Collected Poems is a spoken-word recording of the Nobel Prize-winning poet Seamus Heaney reading his own work. It was released by RTÉ to mark his 70th birthday, which occurred on 13 April 2009. The fifteen-CD boxed set spans 556 tracks in over twelve hours of oral performance by the poet. The entire work was also released on one disc in MP3 format.
Human Chain is the twelfth and final poetry collection by Seamus Heaney. It was first published in 2010 by the Faber and Faber.
That part of the United Kingdom called Northern Ireland was created in 1922, with the partition of the island of Ireland. The majority of the population of Northern Ireland wanted to remain within the United Kingdom. Most of these were the Protestant descendants of settlers from Great Britain.
The Poetry Now Award is an annual literary prize presented for the best single volume of poetry by an Irish poet. The €5,000 award was first given in 2005 and is presented during annual Dún Laoghaire–Rathdown poetry festivals. From 2005 to 2011, it was bestowed during the Poetry Now international poetry festival which was held in March or April each year. In 2012 and 2013, the award was given during the Mountains to Sea dlr Book Festival, in September. The award is sponsored by The Irish Times newspaper.

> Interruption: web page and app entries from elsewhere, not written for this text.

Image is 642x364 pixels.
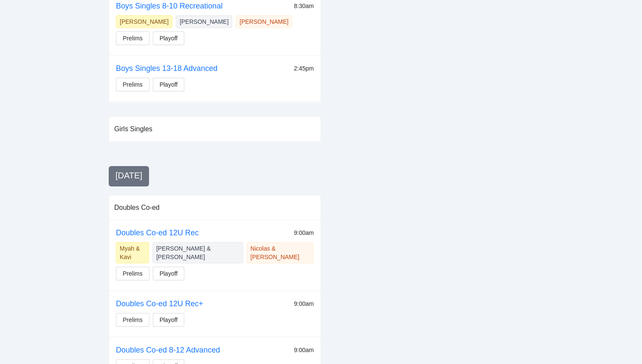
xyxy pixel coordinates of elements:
[120,244,145,261] div: Myah & Kavi
[159,34,178,43] span: Playoff
[116,299,204,308] a: Doubles Co-ed 12U Rec+
[116,313,149,326] button: Prelims
[294,299,314,308] div: 9:00am
[250,244,310,261] div: Nicolas & [PERSON_NAME]
[156,244,239,261] div: [PERSON_NAME] & [PERSON_NAME]
[294,1,314,10] div: 8:30am
[294,345,314,355] div: 9:00am
[122,269,143,278] span: Prelims
[116,346,220,354] a: Doubles Co-ed 8-12 Advanced
[153,78,185,92] button: Playoff
[115,170,142,180] span: [DATE]
[159,269,178,278] span: Playoff
[116,228,199,237] a: Doubles Co-ed 12U Rec
[116,266,149,280] button: Prelims
[116,64,217,73] a: Boys Singles 13-18 Advanced
[159,315,178,324] span: Playoff
[159,80,178,89] span: Playoff
[153,266,185,280] button: Playoff
[122,34,143,43] span: Prelims
[153,31,185,45] button: Playoff
[114,117,315,141] div: Girls Singles
[153,313,185,326] button: Playoff
[294,228,314,237] div: 9:00am
[122,80,143,89] span: Prelims
[294,63,314,73] div: 2:45pm
[239,18,288,26] div: [PERSON_NAME]
[122,315,143,324] span: Prelims
[114,195,315,220] div: Doubles Co-ed
[116,31,149,45] button: Prelims
[116,78,149,92] button: Prelims
[180,18,228,26] div: [PERSON_NAME]
[116,2,222,10] a: Boys Singles 8-10 Recreational
[120,18,169,26] div: [PERSON_NAME]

The Seamus Heaney Centre is located at Queen's University Belfast, and named after the late Seamus Heaney, recipient of the 1995 Nobel Prize in Literature. Heaney graduated from Queens in 1961 with a First Class Honours in English language and literature.
Beowulf: A New Verse Translation is a verse translation of the Old English epic poem Beowulf into modern English by the Irish poet and playwright Seamus Heaney. It was published in 1999 by Farrar, Straus, and Giroux and Faber and Faber, and won that year's Whitbread Book of the Year Award.
The 1995 Nobel Prize in Literature was awarded to the Irish poet Seamus Heaney (1939–2013) "for works of lyrical beauty and ethical depth, which exalt everyday miracles and the living past." He is the fourth Irish Nobel laureate after the playwright Samuel Beckett in 1969.